I think the opposite is true. Local inference doesn't have to go over the wire and through a bunch of firewalls and what have you. The performance from just regular consumer hardware with local, smaller models is already decent. You're utilizing the hardware you already have.
> The performance limitations are inherent to the limited compute and memory.
When you plug in a local LLM and inference engine into an agent that is built around the assumption of using a cloud/frontier model then that's true.
But agents can be built around local assumptions and more specific workflows and problems. That also includes the model orchestration and model choice per task (or even tool).
The Jevons Paradox comes into play with using cloud models. But when you have less resources you are forced to move into more deterministic workflows. That includes tighter control over what the agent can do at any point in time, but also per project/session workflows where you generate intermediate programs/scripts instead of letting the agent just do what ever it wants.
I give you an example:
When you ask a cloud based agent to do something and it wants more information, it will often do a series of tool calls to gather what it thinks it needs before proceeding. Very often you can front load that part, by first writing a testable program that gathers most of the necessary information up front and only then moving into an agentic workflow.
This approach can produce a bunch of .json, .md files or it can move things into a structured database or you can use embeddings or what have you.
This can save you a lot of inference, make things more reusable and you don't need a model that is as capable if its context is already available and tailored to a specific task.
Meaning: these 5000 tokens consume tiny amounts of energy being moved all around from the data center to your PC, but enormous amounts of energy being generated at all. An equivalent webpage with the same amount of text as these tokens would be perceived as instant in any network configuration. Just some kilobytes of text. Much smaller than most background graphics. The two things can't be compared at all.
However, just last week there have been huge improvements on the hardware required to run some particular models, thanks to some very clever quantisation. This lowers the memory required 6x in our home hardware, which is great.
In the end, we spent more energy playing videogames during the last two decades, than all this AI craze, and it was never a problem. We surely can run models locally, and heat our homes in winter.
There are so many CPUs, GPUs, RAM and SSDs which are underutilized. I have some in my closet doing 5% load at peek times. Why would inference chips be special once they become commodity hardware?
The fact that today's and yesterday's models are quite capable of handling mundane tasks, and even companies behind frontier models are investing heavily in strategies to manage context instead of blindly plowing through problems with brute-force generalist models.
But let's flip this around: what on earth even suggests to you that most users need frontier models?
Having access to a model that is drawing from good sources and takes time to think instead of hallucinating a response is important in many domains of life.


__Work to complete__: Repeat the listing below exactly from the line with "The screen is" through its last line. Skip every picture.

__Data to use__:
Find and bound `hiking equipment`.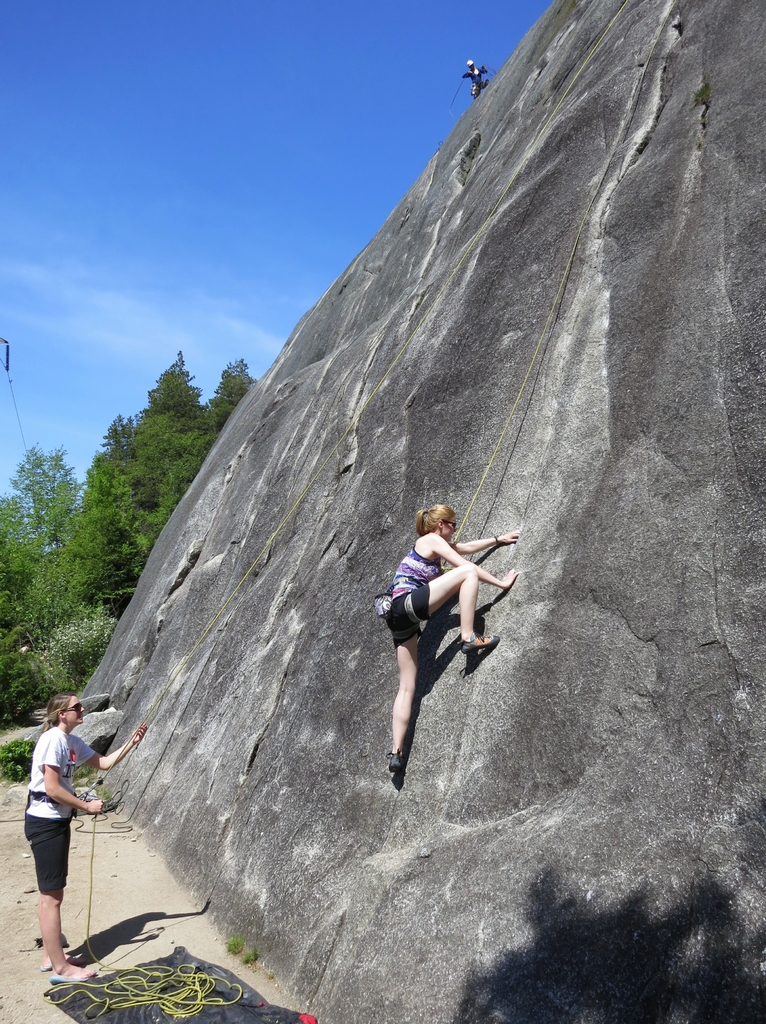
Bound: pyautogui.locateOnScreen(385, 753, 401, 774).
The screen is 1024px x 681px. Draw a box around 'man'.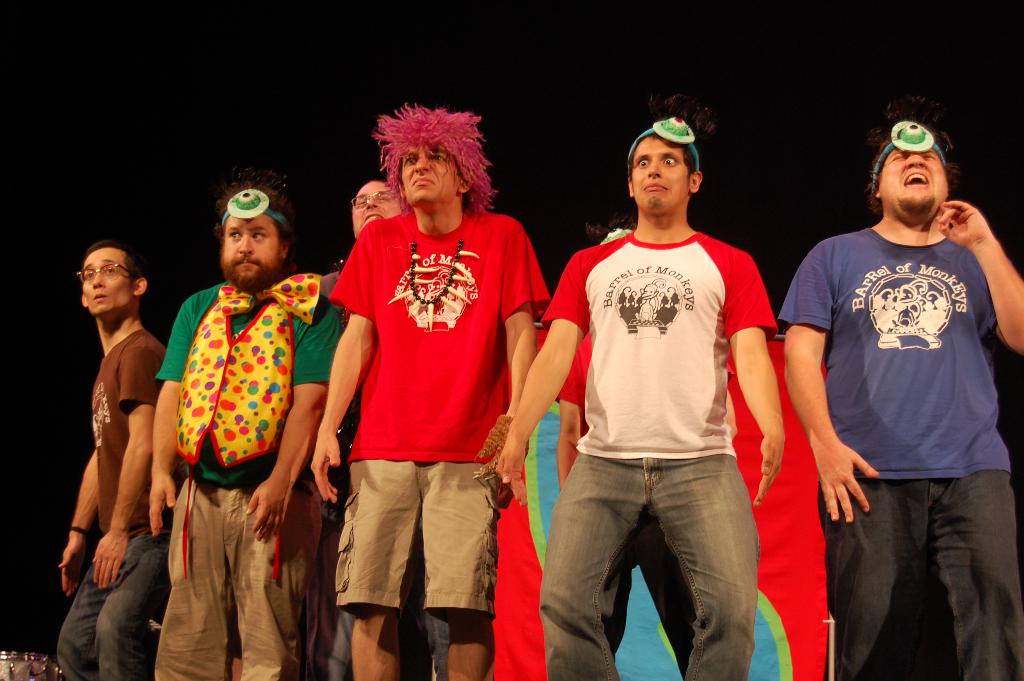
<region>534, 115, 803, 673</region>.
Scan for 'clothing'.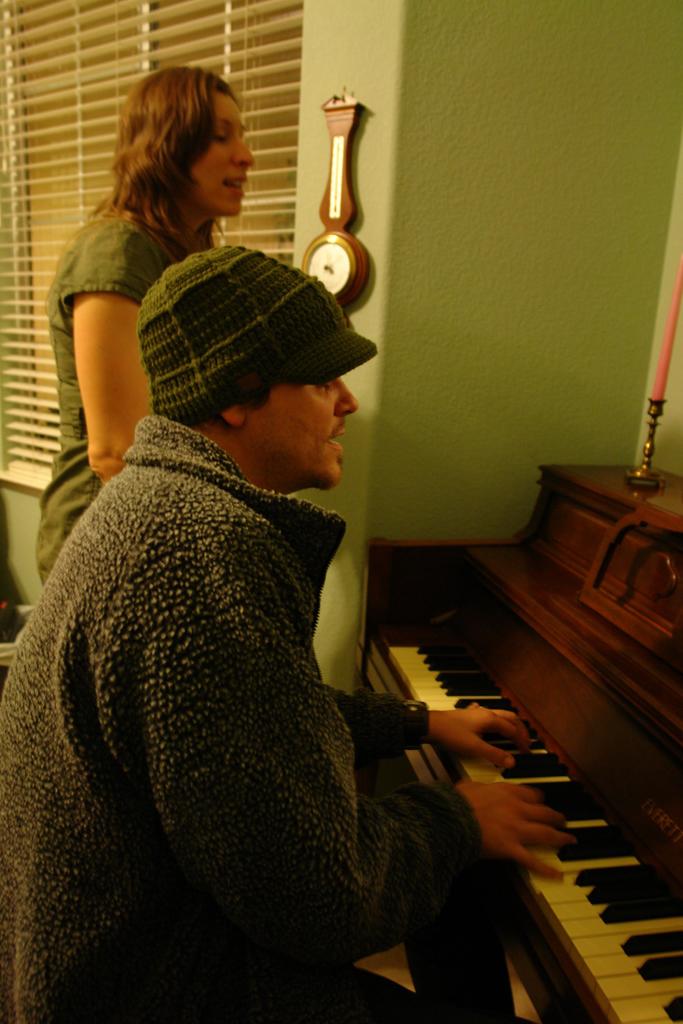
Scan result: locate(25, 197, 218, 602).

__Result of the task__:
The screen is 1024px x 681px. Draw a box around 'man'.
<region>534, 115, 803, 673</region>.
Scan for 'clothing'.
Scan result: locate(25, 197, 218, 602).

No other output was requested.